Trump predicts extremists' rout in Syria

Despite withdrawal decision, U.S. won’t ease up on ISIS, president tells allies

President Donald Trump speaks at the Global Coalition to Defeat ISIS meeting at the State Department on Wednesday in Washington.
President Donald Trump speaks at the Global Coalition to Defeat ISIS meeting at the State Department on Wednesday in Washington.

WASHINGTON -- President Donald Trump predicted Wednesday that the Islamic State militant group will have lost by next week all the territory it once controlled in Iraq and Syria. He said the U.S. will not relent in fighting remnants of the extremist organization despite his decision to withdraw U.S. troops from Syria over the objections of some of his most senior national security advisers.

The president told representatives of a 79-member, U.S.-led coalition fighting the Islamic State that the militants held a tiny percentage of the vast territory they once claimed as their "caliphate."

"It should be formally announced sometime, probably next week, that we will have 100 percent of the caliphate," Trump said.

U.S. officials have said in recent weeks that the Islamic State has lost 99.5 percent of its territory and is holding on to fewer than 2 square miles in Syria in the villages of the Middle Euphrates River Valley, where the bulk of the fighters are concentrated.

But there are fears the impending U.S. pullout will imperil those gains. Trump told coalition members meeting at the State Department that while "remnants" of the group were still dangerous, he was determined to bring U.S. troops home. He called on coalition members to step up and do their "fair share" in the fight against terrorism.

Even as Trump and Secretary of State Mike Pompeo defended the withdrawal decision, which shocked U.S. allies and led to the resignations of Defense Secretary James Mattis and the U.S. envoy to the anti-Islamic State coalition, Brett McGurk, some military leaders renewed their concerns.

While the withdrawal would fulfill a Trump goal, top military officials have pushed back for months, arguing the Islamic State remains a threat and could regroup. U.S. policy had been to keep troops in place until the extremists are completely eradicated.

Pompeo told the coalition that the planned withdrawal "is not a change in the mission" but a change in tactics against a group that should still be considered a menace.

"In this new era, local law enforcement and information sharing will be crucial, and our fight will not necessarily always be military-led," he said. Trump's announcement "is not the end of America's fight. The fight is one that we will continue to wage alongside of you."

Yet senior military officials acknowledged to Congress on Wednesday that the pullout would complicate their efforts.

Owen West, the assistant secretary of defense for special operations, told the House Armed Services Committee that he shared Mattis' objections. West answered, "No, sir," when asked by a lawmaker whether he thought Mattis was wrong to disagree with the withdrawal.

At the same hearing, Maj. Gen. James Hecker, vice director of operations for the Joint Chiefs of Staff, said the withdrawal means "it is going to be difficult to keep up the pressure" on the Islamic State. "There will be a decrease in the amount of pressure that we will be able to apply," he said.

"The concern is if we move our forces out of Syria that that may take some pressure off of the ISIS forces in Syria," Hecker said, using an acronym for the Islamic State. "So our mission is to try to figure out how we can continue to keep the pressure on in Syria without any boots on the ground."

Separately, a new U.N. report that circulated Wednesday said that international terrorist groups carried out more attacks in Iraq and Syria in the last six months of 2018 than in any other country and that Islamic State extremists were primarily to blame.

U.N. experts said in the report to the Security Council that the Islamic State and its affiliates "continue to pose the main and best-resourced international terrorist threat, while al-Qaida remains resilient and active in many regions and retains the ambition to project itself more internationally."

Even though the Islamic State's territorial losses in Iraq and Syria "have forced the group to abandon notions of controlling a geographical so-called 'caliphate' for the near future," the experts said its leaders continue to advance this aspiration in statements and online propaganda.

The panel of experts said the Islamic State "has not yet been defeated" in Syria.

Islamic State fighters remain under "intense military pressure" in their stronghold in eastern Syria, the experts said, but have "shown a determination to resist and the capability to counter-attack."

U.N. member states, who were not identified, estimate the number of Islamic State militants active in Iraq and Syria at between 14,000 and 18,000, the experts said.

This includes between 3,000 and 4,000 in the only remaining Islamic State-held territory in Syria, in the Middle Euphrates River valley near the Iraqi border, around the town of Hajin, they said.

Information for this article was contributed by Edith M. Lederer of The Associated Press.

photo

AP/ALEX BRANDON

Secretary of State Mike Pompeo (background) gives opening remarks Wednesday at the State Department to a gathering of representatives of a U.S.-led coalition fighting the Islamic State group. Pompeo and President Donald Trump defended the U.S. decision to withdraw from Syria, and Trump predicted that “the caliphate” will be completely in coalition hands within days.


TASK OBJECTIVE →
When the string "Amount" is part of a line in the data below, report the whole line.

EXTRACTED RECORDS →
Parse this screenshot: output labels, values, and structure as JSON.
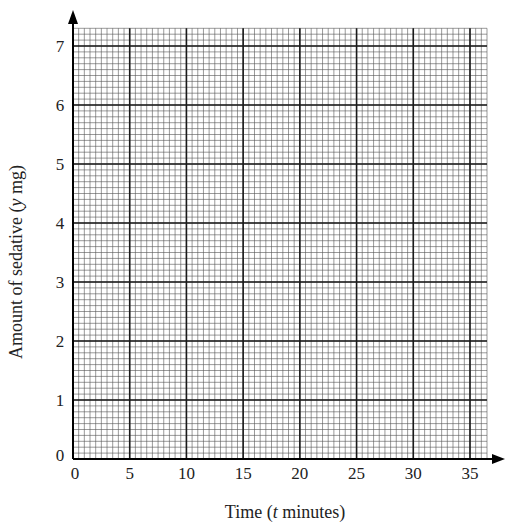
{
  "chart_data": {
    "type": "line",
    "title": "",
    "xlabel": "Time (t minutes)",
    "xlabel_parts": [
      "Time (",
      "t",
      " minutes)"
    ],
    "ylabel": "Amount of sedative (y mg)",
    "ylabel_parts": [
      "Amount of sedative (",
      "y",
      " mg)"
    ],
    "xlim": [
      0,
      36.5
    ],
    "ylim": [
      0,
      7.3
    ],
    "x_ticks": [
      0,
      5,
      10,
      15,
      20,
      25,
      30,
      35
    ],
    "y_ticks": [
      0,
      1,
      2,
      3,
      4,
      5,
      6,
      7
    ],
    "x_tick_labels": [
      "0",
      "5",
      "10",
      "15",
      "20",
      "25",
      "30",
      "35"
    ],
    "y_tick_labels": [
      "0",
      "1",
      "2",
      "3",
      "4",
      "5",
      "6",
      "7"
    ],
    "grid": {
      "on": true,
      "style": "graph paper",
      "major_x_every": 5,
      "minor_x_every": 0.5,
      "major_y_every": 1,
      "minor_y_every": 0.1
    },
    "series": [],
    "legend": null,
    "axes_arrows": true
  },
  "colors": {
    "major_grid": "#1a1a1a",
    "minor_grid": "#555555",
    "axis": "#000000",
    "text": "#222222"
  }
}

COMPLETED TASK →
    "ylabel": "Amount of sedative (y mg)",
      "Amount of sedative (",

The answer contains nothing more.